Praise for Tim Harford
• "Every Tim Harford book is a cause for celebration"- Malcolm Gladwell
• "One of the best writers who also happens to be an economist"- Stephen Dubner
• "Ranging expertly across business, politics and the arts, Tim Harford makes a compelling case for the creative benefits of disorganization, improvisation and confusion. His liberating message: you'll be more successful if you stop struggling so hard to plan or control your success. Messy is a deeply researched, endlessly eye-opening adventure in the life-changing magic of not tidying up”-- Oliver Burkeman
ABOUT THE BOOK
The urge to tidiness seems to be rooted deep in the human psyche.
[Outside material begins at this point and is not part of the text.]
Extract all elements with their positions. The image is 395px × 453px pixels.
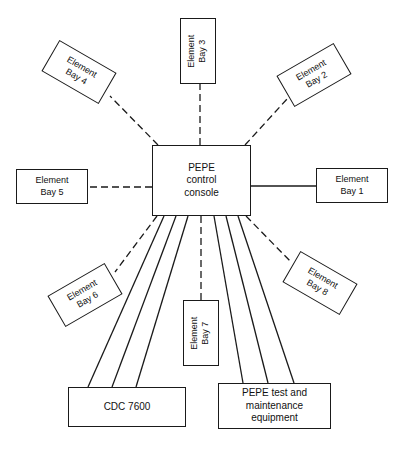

Many of us feel threatened by anything that is vague, unplanned, scattered around or hard to describe. We find comfort in having a script to rely on, a system to follow, in being able to categorise and file away. We all benefit from tidy organisation - up to a point. A large library needs a reference system. Global trade needs the shipping container. Scientific collaboration needs measurement units. But the forces of tidiness have marched too far. Corporate middle managers and government bureaucrats have long tended to insist that everything must have a label, a number and a logical place in a logical system. Now that they are armed with computers and serial numbers, there is little to hold this tidy-mindedness in check. It's even spilling into our personal lives, as we corral our children into sanitised play areas or entrust our quest for love to the soulless algorithms of dating websites. Order is imposed when chaos would be more productive. Or if not chaos, then . . . messiness.
ABOUT THE AUTHOR
Tim Harford is a senior columnist for the Financial Times and the presenter of Radio 4's More or Less. He was the winner of the Bastiat Prize for economic journalism in 2006, and More or Less was commended for excellence in journalism by the Royal Statistical Society in 2010, 11 & 12.